A pink building at 2301 Orleans Avenue in Treme serves the same fried chicken and gumbo that fed Civil Rights leaders when they couldn’t meet anywhere else in segregated New Orleans. Dooky Chase’s Restaurant has operated since 1941 as a Creole fine dining institution where the food and the history matter equally.
Chef Leah Chase ran the kitchen from 1946 until her death in 2019 at age 96. She turned her in-laws’ sandwich shop into white-tablecloth Creole dining when Black people couldn’t eat at most New Orleans restaurants. During the 1960s, Civil Rights organizers met in the upstairs dining room to plan voter registration drives and protests. Martin Luther King Jr., Thurgood Marshall, and local NAACP leaders ate Leah’s gumbo while planning integration strategy. The restaurant was neutral ground where Black and white organizers could meet without police harassment.
Leah Chase earned the title “Queen of Creole Cuisine” by cooking traditional Creole food without shortcuts. Her fried chicken uses a specific buttermilk brine and seasoned flour recipe. The chicken is browned in cast iron, then finished in the oven so it stays moist inside the crispy coating. $18 for a quarter chicken with two sides. Order it. This is what fried chicken tastes like when someone who cooked it for 70 years makes it.
The gumbo changes daily. Thursday is gumbo z’herbes, a meatless green gumbo traditionally served on Holy Thursday. It contains seven or more greens: collards, mustard greens, turnip greens, spinach, cabbage, parsley, watercress. The number of greens brings good luck. The gumbo is thick, earthy, deeply flavored. Other days feature seafood gumbo or chicken and sausage. $9 for a cup, $12 for a bowl.
The lunch buffet runs Tuesday-Friday 11am-3pm for $25. It includes rotating Creole dishes: smothered chicken, red beans and rice, stuffed bell peppers, jambalaya, macaroni and cheese, greens. The buffet shows home-style Creole cooking, the food Leah Chase cooked for her family.
The restaurant walls display African American art collected by Leah Chase over decades. Works by Elizabeth Catlett, John Biggers, and local New Orleans artists cover every wall. The collection is worth millions. Leah believed art belonged in public spaces where Black people could see themselves represented. The restaurant functions as an unofficial gallery.
Dooky Chase’s reopened in 2007 after Hurricane Katrina flooded the building with eight feet of water. Leah Chase was 84 years old. She rebuilt the restaurant, the kitchen, and the art collection. She cooked until weeks before her death.
The current kitchen is run by Leah’s family including daughter-in-law Zella Chase Palmer and granddaughter Cleo Robinson. They cook Leah’s recipes. The fried chicken tastes the same. The gumbo follows her methods. The restaurant maintains standards Leah set.
Dooky Chase’s operates Tuesday-Thursday 11am-3pm, Friday 11am-3pm and 5pm-9pm, Saturday 5pm-9pm. Closed Sunday-Monday. Dinner requires reservations. Phone: (504) 821-0600. The restaurant books up weeks in advance for Friday and Saturday dinner. Lunch is easier to get into with walk-ins accepted.
The dining room has white tablecloths, chandeliers, and formal service. This is dress-up dining, not casual eating. The restaurant expects respect for the space and the history. No tank tops, no flip-flops at dinner.
Prices run $18-32 for main dishes at dinner. The buffet is $25 at lunch. This is fine dining by New Orleans standards, affordable compared to most white-tablecloth restaurants. You’re paying for history and tradition as much as food.
Treme is the oldest Black neighborhood in America. Dooky Chase’s sits in the heart of it, three blocks from Congo Square where enslaved people gathered on Sundays. The restaurant is surrounded by Creole cottages, second-line parade routes, and the Backstreet Cultural Museum. Eating here connects you to Black New Orleans history in ways tourist restaurants can’t.
Leah Chase cooked for presidents, fed protesters, survived Katrina, and rebuilt at 84. She refused to retire. The restaurant represents her life’s work and the Civil Rights Movement’s meeting place. The fried chicken is excellent. The history makes it essential.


▸ **Work order**
One figure is the whole answer: the number of lines below that contain the word "Same".

**** Available data

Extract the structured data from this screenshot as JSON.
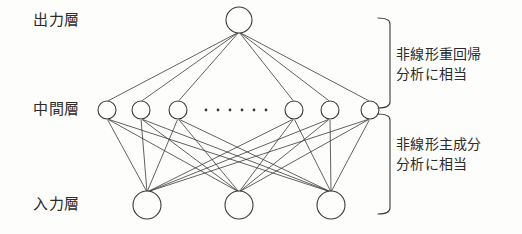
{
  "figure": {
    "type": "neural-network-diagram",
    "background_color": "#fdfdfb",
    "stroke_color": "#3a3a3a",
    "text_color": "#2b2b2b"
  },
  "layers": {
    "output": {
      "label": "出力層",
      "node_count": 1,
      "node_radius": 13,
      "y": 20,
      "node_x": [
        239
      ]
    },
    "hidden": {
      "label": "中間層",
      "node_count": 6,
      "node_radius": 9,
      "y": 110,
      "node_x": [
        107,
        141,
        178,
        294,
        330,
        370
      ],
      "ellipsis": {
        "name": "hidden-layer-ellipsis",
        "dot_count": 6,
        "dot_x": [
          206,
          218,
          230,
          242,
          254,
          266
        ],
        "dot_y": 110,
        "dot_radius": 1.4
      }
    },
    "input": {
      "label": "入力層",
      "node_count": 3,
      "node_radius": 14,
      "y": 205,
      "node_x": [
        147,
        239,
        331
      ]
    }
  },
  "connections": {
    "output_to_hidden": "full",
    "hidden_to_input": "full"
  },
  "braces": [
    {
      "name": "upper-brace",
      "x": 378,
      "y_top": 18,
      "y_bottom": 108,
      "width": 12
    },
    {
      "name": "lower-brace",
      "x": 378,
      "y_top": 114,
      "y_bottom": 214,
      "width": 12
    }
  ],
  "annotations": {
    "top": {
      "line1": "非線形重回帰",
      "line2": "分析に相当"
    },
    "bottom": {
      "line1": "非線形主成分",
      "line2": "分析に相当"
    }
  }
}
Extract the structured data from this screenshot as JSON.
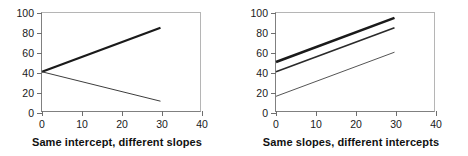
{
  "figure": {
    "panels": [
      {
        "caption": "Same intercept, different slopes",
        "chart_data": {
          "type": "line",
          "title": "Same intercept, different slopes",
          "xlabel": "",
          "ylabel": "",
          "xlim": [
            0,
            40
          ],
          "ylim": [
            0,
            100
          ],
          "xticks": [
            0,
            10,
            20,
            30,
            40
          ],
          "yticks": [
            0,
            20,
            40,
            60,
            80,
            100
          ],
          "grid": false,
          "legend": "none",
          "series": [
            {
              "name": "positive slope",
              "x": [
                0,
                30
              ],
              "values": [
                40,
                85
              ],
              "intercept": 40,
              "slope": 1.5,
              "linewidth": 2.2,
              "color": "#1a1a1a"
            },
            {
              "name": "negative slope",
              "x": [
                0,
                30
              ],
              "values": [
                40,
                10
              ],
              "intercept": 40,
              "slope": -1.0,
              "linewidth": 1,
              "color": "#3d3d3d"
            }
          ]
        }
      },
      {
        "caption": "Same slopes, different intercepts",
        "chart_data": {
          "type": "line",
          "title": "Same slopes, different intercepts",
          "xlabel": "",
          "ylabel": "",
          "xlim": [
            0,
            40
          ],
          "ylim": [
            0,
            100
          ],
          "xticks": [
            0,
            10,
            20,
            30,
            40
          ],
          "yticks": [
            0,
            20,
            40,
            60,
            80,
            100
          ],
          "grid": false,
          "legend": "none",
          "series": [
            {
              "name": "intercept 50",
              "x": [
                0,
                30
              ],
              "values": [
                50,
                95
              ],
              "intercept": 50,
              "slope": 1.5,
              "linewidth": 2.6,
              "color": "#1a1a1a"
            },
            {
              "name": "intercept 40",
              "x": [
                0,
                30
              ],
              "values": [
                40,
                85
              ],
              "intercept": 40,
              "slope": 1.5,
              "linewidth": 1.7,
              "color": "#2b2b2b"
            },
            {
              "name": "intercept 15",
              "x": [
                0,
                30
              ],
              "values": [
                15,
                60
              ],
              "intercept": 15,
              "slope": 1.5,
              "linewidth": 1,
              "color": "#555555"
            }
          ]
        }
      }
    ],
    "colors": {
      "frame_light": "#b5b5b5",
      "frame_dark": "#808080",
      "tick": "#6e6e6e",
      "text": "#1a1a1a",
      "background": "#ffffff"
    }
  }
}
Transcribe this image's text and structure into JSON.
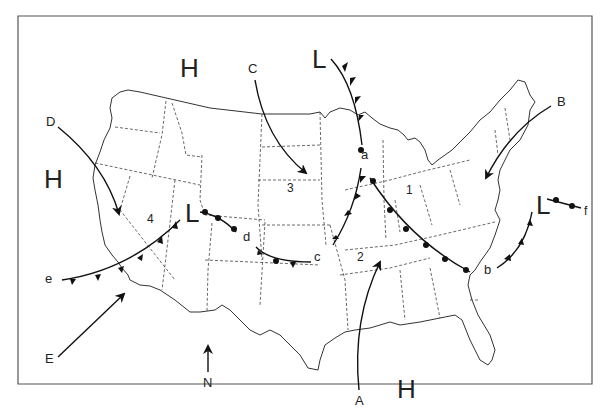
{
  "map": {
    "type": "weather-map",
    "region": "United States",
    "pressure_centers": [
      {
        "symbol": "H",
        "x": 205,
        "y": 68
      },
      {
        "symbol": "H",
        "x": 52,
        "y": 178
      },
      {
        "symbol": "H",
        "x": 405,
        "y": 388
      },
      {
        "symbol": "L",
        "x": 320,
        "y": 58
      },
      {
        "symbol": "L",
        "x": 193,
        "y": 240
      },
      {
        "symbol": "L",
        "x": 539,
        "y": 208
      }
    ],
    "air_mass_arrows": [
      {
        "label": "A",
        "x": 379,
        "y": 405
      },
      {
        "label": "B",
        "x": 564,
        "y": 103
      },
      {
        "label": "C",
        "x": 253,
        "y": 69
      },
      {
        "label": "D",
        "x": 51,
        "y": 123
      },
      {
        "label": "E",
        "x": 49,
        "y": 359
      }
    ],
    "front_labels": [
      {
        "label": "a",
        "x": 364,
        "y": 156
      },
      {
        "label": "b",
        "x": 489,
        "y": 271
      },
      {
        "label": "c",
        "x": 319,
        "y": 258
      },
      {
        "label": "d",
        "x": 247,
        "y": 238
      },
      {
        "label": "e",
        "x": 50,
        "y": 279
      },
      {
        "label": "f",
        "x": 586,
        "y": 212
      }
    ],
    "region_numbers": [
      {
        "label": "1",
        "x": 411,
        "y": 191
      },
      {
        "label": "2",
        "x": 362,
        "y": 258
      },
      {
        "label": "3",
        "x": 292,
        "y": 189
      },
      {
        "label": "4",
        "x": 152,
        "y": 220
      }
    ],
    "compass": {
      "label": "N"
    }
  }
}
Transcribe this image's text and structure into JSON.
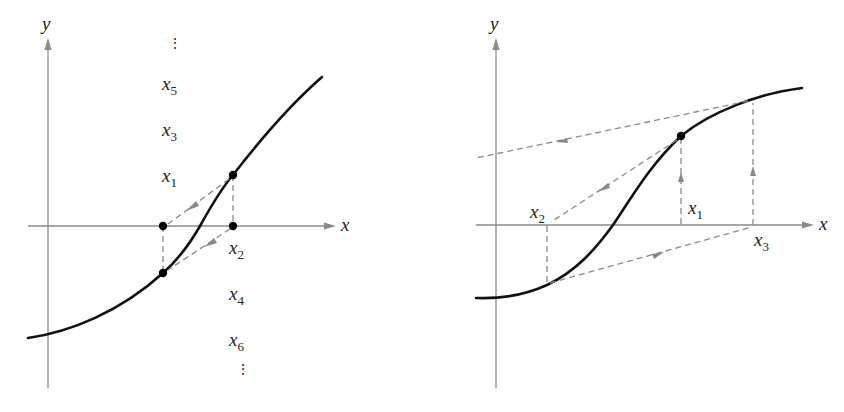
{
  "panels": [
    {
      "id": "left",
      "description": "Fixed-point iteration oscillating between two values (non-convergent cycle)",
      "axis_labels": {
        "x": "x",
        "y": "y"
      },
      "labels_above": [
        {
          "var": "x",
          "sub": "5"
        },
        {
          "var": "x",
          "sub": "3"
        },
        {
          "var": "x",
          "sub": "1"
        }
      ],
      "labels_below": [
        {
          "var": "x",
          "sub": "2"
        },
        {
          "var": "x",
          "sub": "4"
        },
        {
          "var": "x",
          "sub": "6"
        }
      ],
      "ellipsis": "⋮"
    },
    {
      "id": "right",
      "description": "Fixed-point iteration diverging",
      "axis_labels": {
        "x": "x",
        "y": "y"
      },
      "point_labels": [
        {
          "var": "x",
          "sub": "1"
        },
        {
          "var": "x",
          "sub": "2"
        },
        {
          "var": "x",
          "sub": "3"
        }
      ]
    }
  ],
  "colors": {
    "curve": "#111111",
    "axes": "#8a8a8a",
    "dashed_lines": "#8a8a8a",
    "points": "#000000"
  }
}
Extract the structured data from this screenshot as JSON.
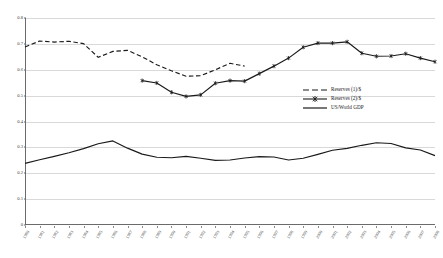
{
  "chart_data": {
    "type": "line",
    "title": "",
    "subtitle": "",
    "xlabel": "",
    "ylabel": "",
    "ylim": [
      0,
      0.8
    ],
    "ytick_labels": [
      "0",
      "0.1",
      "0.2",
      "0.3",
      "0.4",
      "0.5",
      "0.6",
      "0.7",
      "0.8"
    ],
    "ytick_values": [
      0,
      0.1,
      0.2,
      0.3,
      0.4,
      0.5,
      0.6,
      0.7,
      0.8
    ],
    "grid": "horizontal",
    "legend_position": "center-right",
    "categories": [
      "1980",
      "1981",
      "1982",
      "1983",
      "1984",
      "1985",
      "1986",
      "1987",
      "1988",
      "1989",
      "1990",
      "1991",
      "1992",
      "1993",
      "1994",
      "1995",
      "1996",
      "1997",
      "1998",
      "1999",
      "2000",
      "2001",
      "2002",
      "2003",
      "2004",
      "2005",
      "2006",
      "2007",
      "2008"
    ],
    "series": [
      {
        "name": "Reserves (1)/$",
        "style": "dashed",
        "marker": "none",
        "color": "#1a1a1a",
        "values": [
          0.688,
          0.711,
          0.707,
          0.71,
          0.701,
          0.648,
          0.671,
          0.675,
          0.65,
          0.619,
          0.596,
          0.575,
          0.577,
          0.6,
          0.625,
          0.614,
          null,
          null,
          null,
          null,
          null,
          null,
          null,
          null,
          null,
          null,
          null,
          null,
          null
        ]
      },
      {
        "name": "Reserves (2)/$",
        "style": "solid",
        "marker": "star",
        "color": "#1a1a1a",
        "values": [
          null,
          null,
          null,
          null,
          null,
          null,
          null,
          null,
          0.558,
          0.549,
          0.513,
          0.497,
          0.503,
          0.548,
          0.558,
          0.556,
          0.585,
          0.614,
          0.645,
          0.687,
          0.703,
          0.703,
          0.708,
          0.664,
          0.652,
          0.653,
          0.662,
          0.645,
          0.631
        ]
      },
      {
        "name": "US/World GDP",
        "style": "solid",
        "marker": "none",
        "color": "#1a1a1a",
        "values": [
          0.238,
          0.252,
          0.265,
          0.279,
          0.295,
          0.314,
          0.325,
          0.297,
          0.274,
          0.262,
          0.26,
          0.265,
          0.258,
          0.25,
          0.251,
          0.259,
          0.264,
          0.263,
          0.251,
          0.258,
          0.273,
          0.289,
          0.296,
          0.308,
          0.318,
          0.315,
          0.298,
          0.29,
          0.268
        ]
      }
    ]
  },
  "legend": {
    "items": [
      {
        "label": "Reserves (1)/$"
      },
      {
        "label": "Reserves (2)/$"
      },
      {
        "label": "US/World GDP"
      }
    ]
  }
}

********

▸ **Reply**
4